Clear rule violation there mate and the gap that subsequently emerged between himself and Webber (who was initially very close behind) tells it all really. Why is his DRS open anyway? There was no car less than a second in front of him to benefit from activation unless he had been following another car closely prior to the footage above? Anyway I'm sure other drivers would've appreciated this level of leniency and common sense approach from the stewards in the past. We've seen others lose their points for apparently misleading stewards and if Ross Brawn's account of events is anything to go by, Mercedes should've gone home empty handed.
He had the DRS open, but he was not going any faster than Mark Webber behind him, as seen in the video. The DRS is a red herring, as Gary Anderson stated. No penalty is the right decision.
We've seen others lose their points for apparently misleading stewards and if Ross Brawn's account of events is anything to go by, Mercedes should've gone home empty handed.
The gap before and after engaging DRS suggests the Mercedes carried greater speed through that part of the circuit, almost certainly aided by DRS. The stewards coveniently chose to compare lap times rather than relative speeds. There is also a safety implication of travelling through a yellow flag zone with DRS open even if the rules don't explicitly forbid this not to mention the absence of clarification as to exactly where ( single yellow or double waved yellow) Schumi reduced speed. Christian Horner has already mentioned that it's been clarified in several meetings that the use of DRS and KERS is not allowed under yellow flags hence the reason Webber did not engage his. This also formed part of the decision to hand Vettel a drive through penalty in Barcelona. So common sense prevailed and Schumi kept his podium but it shouldn't deflect from the fact that Charlie and his minions were once again guilty of double standards.
Well Maxi isn't around any more, and if Lewis wasn't punished after Monaco 2011, and Ferrari after Germany 2010 for bringing the sport into disrepute then no-one will.
And even then, there is only a couple of tenths in it. I wonder what the stewards were looking at then? Do they have more granular timing data? Maybe using the GPS? If they are using sector times, I'm not sure the right decision was reached. Although, if they are simply looking lap on lap,he was slower, albeit by a smidge.
That said, there were many drivers who were significantly faster than their previous time also, webber for one, who if I am reading it right was 8 10ths quicker than his previous lap.
Well according to the telemetry display that the BBC uses on their Onboard feed, Webber NEVER LIFTED through that zone while following Schumacher, so I would be shocked if Michael had.
Quite frankly, I believe they threw the data away. Their main consideration would have been, "Do we want to yank Schumacher off his first (comeback) Podium". That would have been a PR nightmare for F1 and they didn't want to ruin that story.
Did they not do something similar in 2010? I think a 5 second penalty to quite a few runners, which didn't change any results? There is a precedent if so. A penalty to acknowledge a breach?
HammydiRestarules If the DRS zone before the yellow flag zone, drivers will activate and will probably forget to deactivate it when they get to the yellow flag zone. However, when you see a yellow flag, you automatically lift off, but you might not deactivate the DRS as you could be unaware you have it open, and your main priority is to lift.
Yes, they're on the Timing Screens above. And it's the same story. His 29.2 sector on Lap 57 was the fastest third sector by anybody on either of the final two laps.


**Task item**
Go through the listing below and gather every line with the word "CCCBBBBBBAAA".
=== Information supplied ===
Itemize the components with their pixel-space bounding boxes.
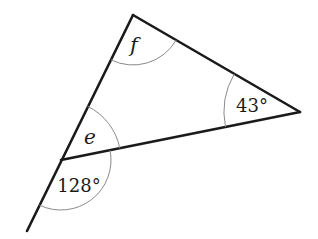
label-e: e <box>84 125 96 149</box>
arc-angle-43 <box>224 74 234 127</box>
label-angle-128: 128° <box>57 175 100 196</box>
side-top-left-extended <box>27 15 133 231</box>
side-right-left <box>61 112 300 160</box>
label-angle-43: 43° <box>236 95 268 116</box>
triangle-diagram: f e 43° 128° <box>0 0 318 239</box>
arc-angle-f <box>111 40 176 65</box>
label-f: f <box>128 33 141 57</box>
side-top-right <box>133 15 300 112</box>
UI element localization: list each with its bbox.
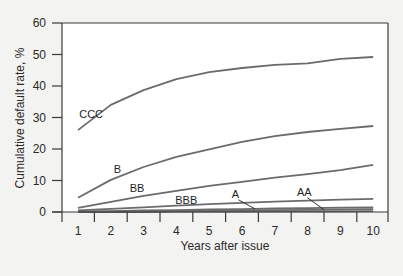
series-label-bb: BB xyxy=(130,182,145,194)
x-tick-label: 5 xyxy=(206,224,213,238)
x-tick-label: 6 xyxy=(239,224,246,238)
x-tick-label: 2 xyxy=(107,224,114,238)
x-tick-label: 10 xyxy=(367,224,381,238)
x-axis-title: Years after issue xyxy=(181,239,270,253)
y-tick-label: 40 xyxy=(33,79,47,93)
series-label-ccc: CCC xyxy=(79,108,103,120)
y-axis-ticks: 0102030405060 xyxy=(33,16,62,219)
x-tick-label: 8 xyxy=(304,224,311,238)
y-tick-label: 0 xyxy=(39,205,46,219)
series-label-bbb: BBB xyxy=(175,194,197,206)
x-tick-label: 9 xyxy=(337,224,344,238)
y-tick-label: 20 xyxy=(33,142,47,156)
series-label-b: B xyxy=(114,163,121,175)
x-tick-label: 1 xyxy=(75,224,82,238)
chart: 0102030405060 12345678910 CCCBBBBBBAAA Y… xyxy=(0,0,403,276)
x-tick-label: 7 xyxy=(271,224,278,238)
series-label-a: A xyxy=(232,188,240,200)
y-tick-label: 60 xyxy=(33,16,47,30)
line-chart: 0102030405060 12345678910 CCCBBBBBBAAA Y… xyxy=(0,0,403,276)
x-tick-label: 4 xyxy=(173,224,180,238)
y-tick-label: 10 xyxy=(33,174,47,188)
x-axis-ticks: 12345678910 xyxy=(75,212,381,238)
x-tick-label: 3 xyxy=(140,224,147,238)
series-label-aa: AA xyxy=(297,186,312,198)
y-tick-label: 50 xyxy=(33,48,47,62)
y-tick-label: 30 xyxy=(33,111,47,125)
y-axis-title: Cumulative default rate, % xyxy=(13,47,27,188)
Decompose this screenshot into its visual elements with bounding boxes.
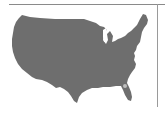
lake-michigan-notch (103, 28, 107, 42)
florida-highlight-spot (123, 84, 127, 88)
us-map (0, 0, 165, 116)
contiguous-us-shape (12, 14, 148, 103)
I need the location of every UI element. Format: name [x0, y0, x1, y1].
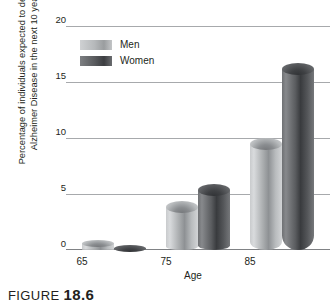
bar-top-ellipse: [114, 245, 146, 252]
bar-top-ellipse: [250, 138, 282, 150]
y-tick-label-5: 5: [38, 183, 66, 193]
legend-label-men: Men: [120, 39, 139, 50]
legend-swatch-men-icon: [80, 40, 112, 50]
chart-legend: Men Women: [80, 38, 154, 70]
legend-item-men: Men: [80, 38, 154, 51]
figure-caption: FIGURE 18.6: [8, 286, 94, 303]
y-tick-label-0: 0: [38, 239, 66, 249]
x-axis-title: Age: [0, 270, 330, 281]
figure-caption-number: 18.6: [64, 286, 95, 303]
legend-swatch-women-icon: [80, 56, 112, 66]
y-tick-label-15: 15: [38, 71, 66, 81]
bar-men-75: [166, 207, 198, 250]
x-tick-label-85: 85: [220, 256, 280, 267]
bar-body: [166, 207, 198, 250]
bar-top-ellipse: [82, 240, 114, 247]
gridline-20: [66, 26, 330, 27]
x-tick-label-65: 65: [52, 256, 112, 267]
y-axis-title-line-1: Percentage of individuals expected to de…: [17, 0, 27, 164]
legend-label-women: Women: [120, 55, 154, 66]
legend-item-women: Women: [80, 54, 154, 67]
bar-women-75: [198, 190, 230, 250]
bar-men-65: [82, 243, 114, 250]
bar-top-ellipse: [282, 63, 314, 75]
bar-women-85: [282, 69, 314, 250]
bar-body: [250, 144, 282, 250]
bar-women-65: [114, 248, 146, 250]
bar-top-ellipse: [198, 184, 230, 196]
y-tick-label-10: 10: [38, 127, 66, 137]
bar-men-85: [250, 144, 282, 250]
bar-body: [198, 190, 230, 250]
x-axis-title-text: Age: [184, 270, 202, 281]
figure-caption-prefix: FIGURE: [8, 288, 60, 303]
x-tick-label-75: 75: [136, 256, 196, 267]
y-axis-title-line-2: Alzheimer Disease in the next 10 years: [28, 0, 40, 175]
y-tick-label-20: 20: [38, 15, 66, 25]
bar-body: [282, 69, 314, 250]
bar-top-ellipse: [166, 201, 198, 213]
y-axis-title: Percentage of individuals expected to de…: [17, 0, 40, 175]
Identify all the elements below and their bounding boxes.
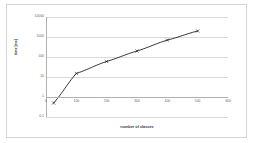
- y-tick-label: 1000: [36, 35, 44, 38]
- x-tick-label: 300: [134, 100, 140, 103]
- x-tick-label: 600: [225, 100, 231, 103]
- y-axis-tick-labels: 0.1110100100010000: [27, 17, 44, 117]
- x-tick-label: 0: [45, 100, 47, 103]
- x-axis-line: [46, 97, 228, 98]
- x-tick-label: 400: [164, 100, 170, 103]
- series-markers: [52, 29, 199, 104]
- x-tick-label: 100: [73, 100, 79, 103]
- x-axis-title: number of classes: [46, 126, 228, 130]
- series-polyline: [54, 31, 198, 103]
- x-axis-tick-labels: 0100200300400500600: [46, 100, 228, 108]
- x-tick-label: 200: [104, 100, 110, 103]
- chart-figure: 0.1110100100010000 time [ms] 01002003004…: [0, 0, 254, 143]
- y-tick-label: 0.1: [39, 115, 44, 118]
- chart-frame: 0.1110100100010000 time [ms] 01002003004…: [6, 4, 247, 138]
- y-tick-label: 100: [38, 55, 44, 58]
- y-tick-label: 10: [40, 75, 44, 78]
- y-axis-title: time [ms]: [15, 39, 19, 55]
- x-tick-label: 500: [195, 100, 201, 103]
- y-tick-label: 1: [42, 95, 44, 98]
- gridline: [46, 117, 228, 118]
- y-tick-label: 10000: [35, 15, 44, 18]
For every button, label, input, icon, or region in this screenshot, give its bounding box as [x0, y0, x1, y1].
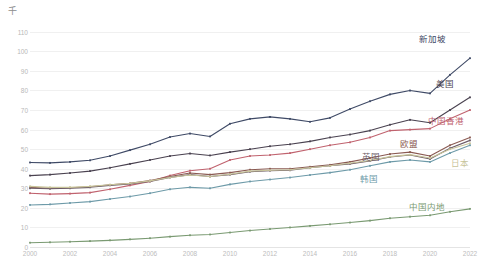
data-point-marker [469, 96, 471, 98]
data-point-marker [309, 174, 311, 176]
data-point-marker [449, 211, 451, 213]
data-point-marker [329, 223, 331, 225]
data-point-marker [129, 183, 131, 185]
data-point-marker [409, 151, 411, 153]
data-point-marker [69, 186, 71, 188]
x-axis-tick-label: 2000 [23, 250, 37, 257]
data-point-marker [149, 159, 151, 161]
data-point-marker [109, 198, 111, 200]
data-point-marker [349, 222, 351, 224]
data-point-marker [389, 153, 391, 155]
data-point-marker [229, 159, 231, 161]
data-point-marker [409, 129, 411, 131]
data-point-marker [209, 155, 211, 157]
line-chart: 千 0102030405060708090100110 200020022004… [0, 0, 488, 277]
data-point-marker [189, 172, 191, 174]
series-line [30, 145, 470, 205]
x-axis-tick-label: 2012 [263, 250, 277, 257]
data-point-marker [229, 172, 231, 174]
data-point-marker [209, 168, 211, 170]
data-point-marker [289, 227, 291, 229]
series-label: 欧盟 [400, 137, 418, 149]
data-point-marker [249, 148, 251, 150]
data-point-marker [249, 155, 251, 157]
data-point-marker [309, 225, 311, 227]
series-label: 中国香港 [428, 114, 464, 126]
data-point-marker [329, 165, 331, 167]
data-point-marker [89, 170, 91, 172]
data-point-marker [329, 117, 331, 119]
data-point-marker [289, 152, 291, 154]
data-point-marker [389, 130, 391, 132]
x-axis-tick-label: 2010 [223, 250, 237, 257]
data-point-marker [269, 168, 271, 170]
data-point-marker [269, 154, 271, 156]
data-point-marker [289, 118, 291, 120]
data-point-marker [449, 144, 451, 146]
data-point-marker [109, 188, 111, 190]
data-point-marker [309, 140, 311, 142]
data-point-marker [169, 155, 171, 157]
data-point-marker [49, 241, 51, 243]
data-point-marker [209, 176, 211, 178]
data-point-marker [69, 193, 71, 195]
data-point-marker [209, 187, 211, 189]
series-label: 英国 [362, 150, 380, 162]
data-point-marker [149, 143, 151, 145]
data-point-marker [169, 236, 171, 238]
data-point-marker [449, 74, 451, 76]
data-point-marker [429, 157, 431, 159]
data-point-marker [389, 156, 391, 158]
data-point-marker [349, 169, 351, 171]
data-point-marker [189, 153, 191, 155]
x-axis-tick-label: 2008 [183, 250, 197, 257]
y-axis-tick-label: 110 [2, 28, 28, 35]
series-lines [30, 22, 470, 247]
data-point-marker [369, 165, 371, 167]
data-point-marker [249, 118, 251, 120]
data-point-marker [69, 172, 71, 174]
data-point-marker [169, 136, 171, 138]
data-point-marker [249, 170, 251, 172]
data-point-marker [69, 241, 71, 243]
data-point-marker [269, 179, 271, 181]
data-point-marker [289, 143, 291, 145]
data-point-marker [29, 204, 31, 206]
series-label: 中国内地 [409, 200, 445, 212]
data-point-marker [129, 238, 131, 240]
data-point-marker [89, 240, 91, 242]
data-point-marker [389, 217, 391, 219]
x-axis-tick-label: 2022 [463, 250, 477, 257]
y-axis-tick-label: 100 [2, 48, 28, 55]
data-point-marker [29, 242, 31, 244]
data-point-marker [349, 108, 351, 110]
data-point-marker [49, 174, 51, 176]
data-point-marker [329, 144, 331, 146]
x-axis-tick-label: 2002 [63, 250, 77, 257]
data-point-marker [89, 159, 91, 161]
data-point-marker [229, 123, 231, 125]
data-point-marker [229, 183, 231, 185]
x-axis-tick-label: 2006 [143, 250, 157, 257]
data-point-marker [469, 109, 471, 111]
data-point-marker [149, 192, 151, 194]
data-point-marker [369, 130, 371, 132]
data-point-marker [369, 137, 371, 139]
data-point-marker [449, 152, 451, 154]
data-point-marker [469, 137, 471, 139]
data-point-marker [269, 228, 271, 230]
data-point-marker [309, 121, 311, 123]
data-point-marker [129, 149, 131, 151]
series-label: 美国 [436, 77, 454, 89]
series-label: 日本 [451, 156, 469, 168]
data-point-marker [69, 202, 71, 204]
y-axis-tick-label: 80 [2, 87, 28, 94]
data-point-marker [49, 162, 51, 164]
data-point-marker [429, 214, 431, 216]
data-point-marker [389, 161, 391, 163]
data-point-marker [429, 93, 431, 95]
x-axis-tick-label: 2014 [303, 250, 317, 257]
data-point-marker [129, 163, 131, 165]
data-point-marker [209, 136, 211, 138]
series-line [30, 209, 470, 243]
===
**Your response**
chart: 0102030405060 12345678910 CCCBBBBBBAAA Y… xyxy=(0,0,403,276)
line-chart: 0102030405060 12345678910 CCCBBBBBBAAA Y… xyxy=(0,0,403,276)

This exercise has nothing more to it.